May 17, 2026
Read receipts from Big Brother
Dontsurveil.me
Canada’s privacy bill sparks panic, eye-rolls, and a brutal website design roast
TLDR: A clause in Canada’s Bill C-22 could let the government require companies to store detailed records about everyone’s communications for up to a year. Commenters are split between outright alarm over mass tracking and savage mockery of the campaign website trying to warn people about it.
Canada’s proposed Bill C-22 is setting off full comment-section chaos because buried inside it is a rule that could let the government force companies to keep huge amounts of metadata for up to a year — basically the who, when, where, and what device behind your messages and calls, even if no one thinks you did anything wrong. Privacy experts like Michael Geist say that kind of data can reveal a shockingly personal map of your life, and critics are pointing out that Europe already slapped down similar blanket retention rules back in 2014.
But the real fireworks are in the reactions. One side is sounding the alarm with pure dread: if the state can order this information to be stored, then the promise of “only you and the other person can see it” starts feeling a lot less comforting.

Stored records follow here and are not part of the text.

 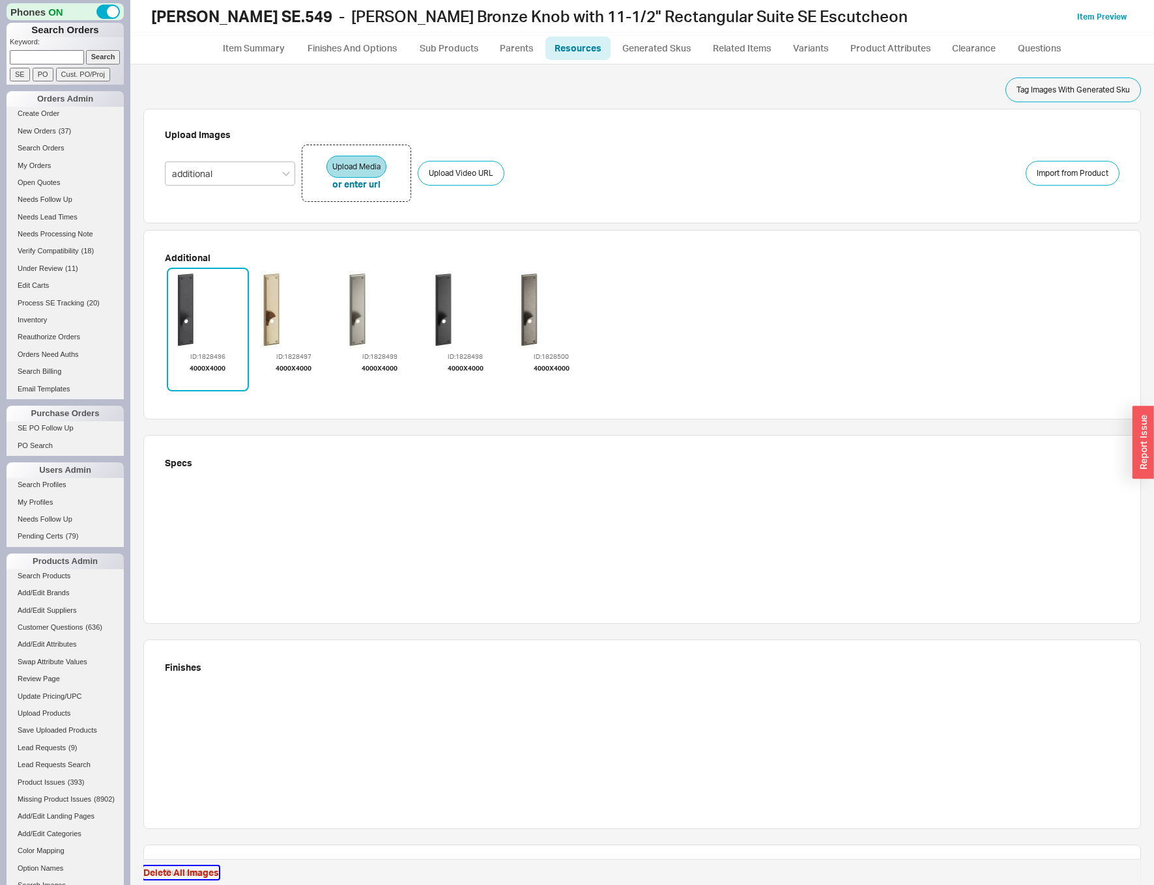 I want to click on a: My Orders, so click(x=65, y=165).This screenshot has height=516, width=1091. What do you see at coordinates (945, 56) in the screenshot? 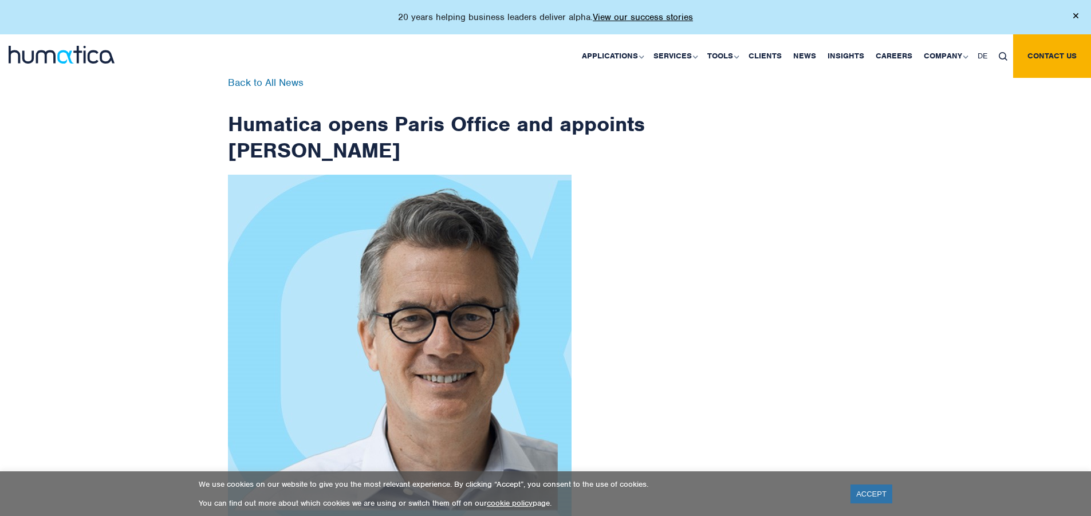
I see `a: Company` at bounding box center [945, 56].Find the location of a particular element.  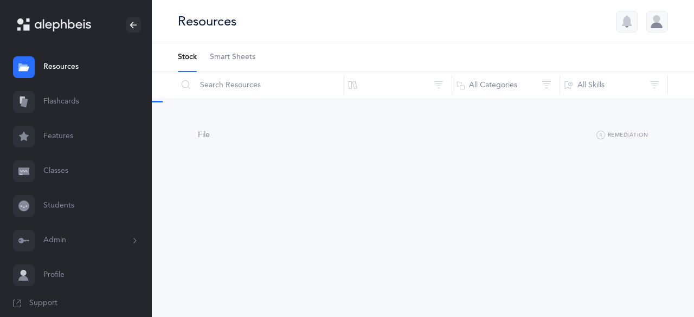

span: Smart Sheets is located at coordinates (233, 57).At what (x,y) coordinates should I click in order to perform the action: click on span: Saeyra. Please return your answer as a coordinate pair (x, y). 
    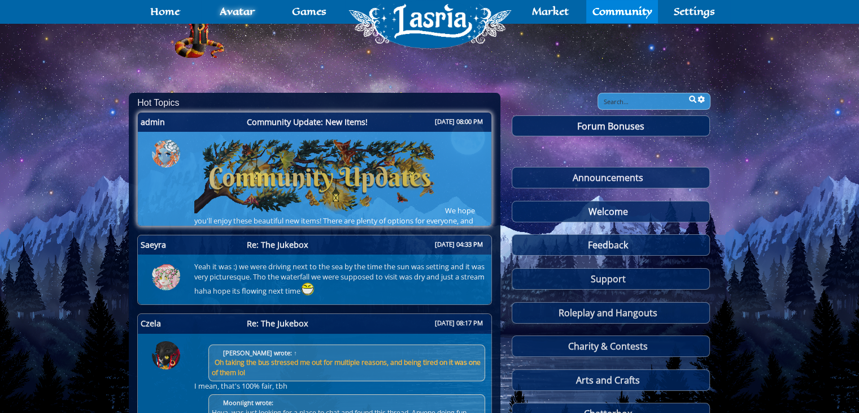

One commenter bluntly argued recent international investigations already showed secure messaging isn’t as untouchable as people think. Another went full metaphor mode, comparing privacy tools to a lock that the government could simply force a locksmith to copy.
Meanwhile, the thread also had a surprise side quest: people absolutely dragging the campaign site itself. Yes, readers agreed the proposal sounds bad — but some were almost equally offended by the wall of text, clashing fonts, and what one person called “dumb little AI headers.” Even the skeptics of surveillance joined in, creating that rare internet moment when everyone is mad, just for slightly different reasons.
Key Points
- •Bill C-22 authorizes the government to require providers to retain broad categories of metadata, including transmission data, for up to one year.

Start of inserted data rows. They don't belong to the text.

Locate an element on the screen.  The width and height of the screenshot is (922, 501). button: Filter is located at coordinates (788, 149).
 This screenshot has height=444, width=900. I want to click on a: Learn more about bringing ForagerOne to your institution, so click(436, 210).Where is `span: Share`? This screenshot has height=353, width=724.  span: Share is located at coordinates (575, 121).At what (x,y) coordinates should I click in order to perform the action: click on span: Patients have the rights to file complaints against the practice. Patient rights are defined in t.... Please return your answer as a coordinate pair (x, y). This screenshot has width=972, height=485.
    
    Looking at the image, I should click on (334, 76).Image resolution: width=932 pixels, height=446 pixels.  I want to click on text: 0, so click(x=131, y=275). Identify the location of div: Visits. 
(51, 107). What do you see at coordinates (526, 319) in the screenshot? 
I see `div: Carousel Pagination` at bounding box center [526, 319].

- •The article says the retention can apply to everyone regardless of suspicion and may include data providers do not otherwise collect for business purposes.
- •The metadata retention provision was added in C-22 and was not included in predecessor Bill C-2.
- •The cited legal basis is SAAIA section 5(2)(d), which authorizes retention regulations for categories of metadata for periods not exceeding one year.
- •The article references the 2014 EU decision striking down equivalent data retention rules and suggests both policy opposition and personal steps such as using Signal and disappearing messages.